* Swedish industrial orders rise 0.4 percent in March from Feb
* Orders show tentative signs of recovery, analysts say
* Production continues to decline, down 2.8 percent mo/mo
(Adds analyst comment, detail, background)
STOCKHOLM, May 7 (Reuters) - Swedish manufacturers saw tentative signs that the headlong tumble in market demand may be bottoming out with industrial orders inching up in March from February, statistics office data showed on Thursday.
Order bookings rose 0.4 percent on the month to put the year-on-year decline at 20.0 percent -- significantly less steep than the 30.3 percent slide registered in February.
The statistics office said industrial production fell a monthly 2.8 percent in March for an annual fall of 22.9 percent.
Global demand for the products manufactured by Sweden's top-flight exporters has evaporated and the economy faces its worst recession since the 1940s as manufacturers ranging from world number two truck maker Volvo to SKF, the world's biggest bearings maker, scramble to cut costs and scale back capacity.
"RAY OF LIGHT"
The order intake figures fuelled hopes that demand was at least stabilising.

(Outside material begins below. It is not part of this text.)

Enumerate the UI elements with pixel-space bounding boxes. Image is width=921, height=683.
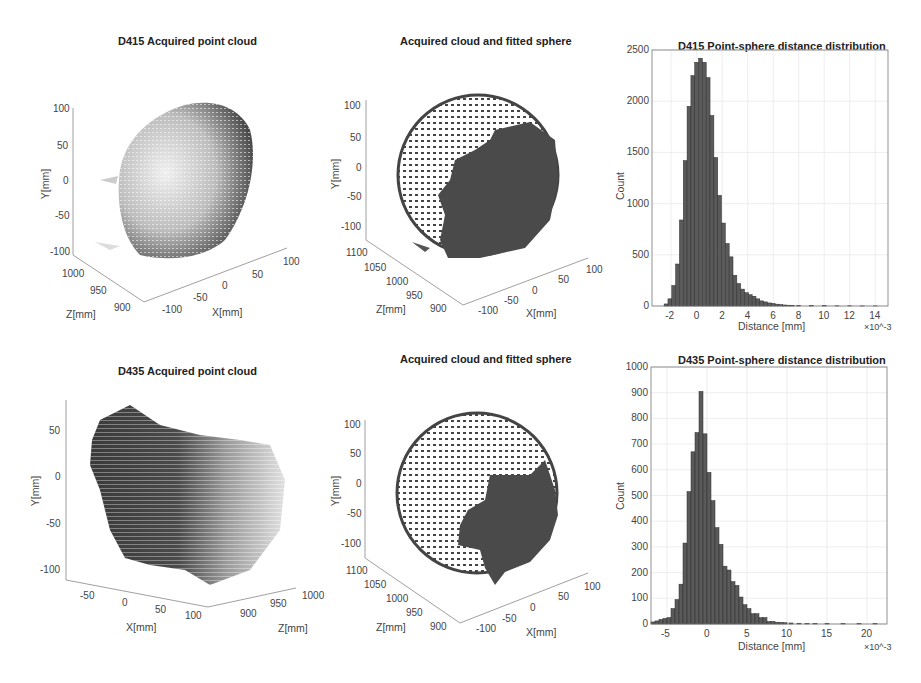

"New orders ... came in better than I had expected and that is the small ray of light -- that one is seeing some signs of improvement," RBS analyst Peter Kaplan said. "That is probably what the market will take to heart, that we will see GDP ... bottom out during the first quarter."
Swedish exporters have benefited from a fall in the Swedish crown since the global financial crisis intensified during the second half of last year. The figures showed new orders in the export market rose 4.8 percent in March from February.

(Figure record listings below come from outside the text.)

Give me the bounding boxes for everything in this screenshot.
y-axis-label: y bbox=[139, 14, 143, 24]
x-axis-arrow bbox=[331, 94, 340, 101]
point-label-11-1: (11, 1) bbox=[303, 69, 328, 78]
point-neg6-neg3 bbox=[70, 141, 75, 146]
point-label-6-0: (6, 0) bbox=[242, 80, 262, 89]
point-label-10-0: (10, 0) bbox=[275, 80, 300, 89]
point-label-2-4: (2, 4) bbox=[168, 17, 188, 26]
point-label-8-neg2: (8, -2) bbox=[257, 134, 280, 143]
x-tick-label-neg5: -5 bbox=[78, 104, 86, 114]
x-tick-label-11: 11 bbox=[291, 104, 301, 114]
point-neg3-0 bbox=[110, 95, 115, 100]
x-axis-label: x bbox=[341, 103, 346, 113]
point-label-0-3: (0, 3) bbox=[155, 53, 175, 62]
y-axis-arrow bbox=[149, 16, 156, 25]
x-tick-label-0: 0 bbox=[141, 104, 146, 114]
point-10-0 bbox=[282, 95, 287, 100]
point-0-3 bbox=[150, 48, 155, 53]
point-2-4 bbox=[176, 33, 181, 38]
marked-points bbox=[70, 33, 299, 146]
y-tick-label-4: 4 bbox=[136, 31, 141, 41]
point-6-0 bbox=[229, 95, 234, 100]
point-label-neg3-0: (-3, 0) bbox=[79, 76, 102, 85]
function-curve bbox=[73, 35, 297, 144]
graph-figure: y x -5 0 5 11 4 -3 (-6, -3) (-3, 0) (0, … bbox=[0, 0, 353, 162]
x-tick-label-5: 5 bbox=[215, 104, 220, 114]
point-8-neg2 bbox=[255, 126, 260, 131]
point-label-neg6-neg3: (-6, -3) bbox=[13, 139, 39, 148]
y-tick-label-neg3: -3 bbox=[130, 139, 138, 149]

"Even if it is too early to draw any conclusions from the figures for the export market alone, it is noteworthy that we have seen a strong rebound for other export-dependent countries and that could turn out to be the case for Sweden as well," Handelsbanken analyst Stefan Hornell said.
But any tentative upturn would do little to alter the reality of a huge contraction for the Nordic country's economy in the first three months of the year.
"If you look at the services and industrial data combined, GDP looks set to fall at an annual rate of just over 6 percent," Hornell said.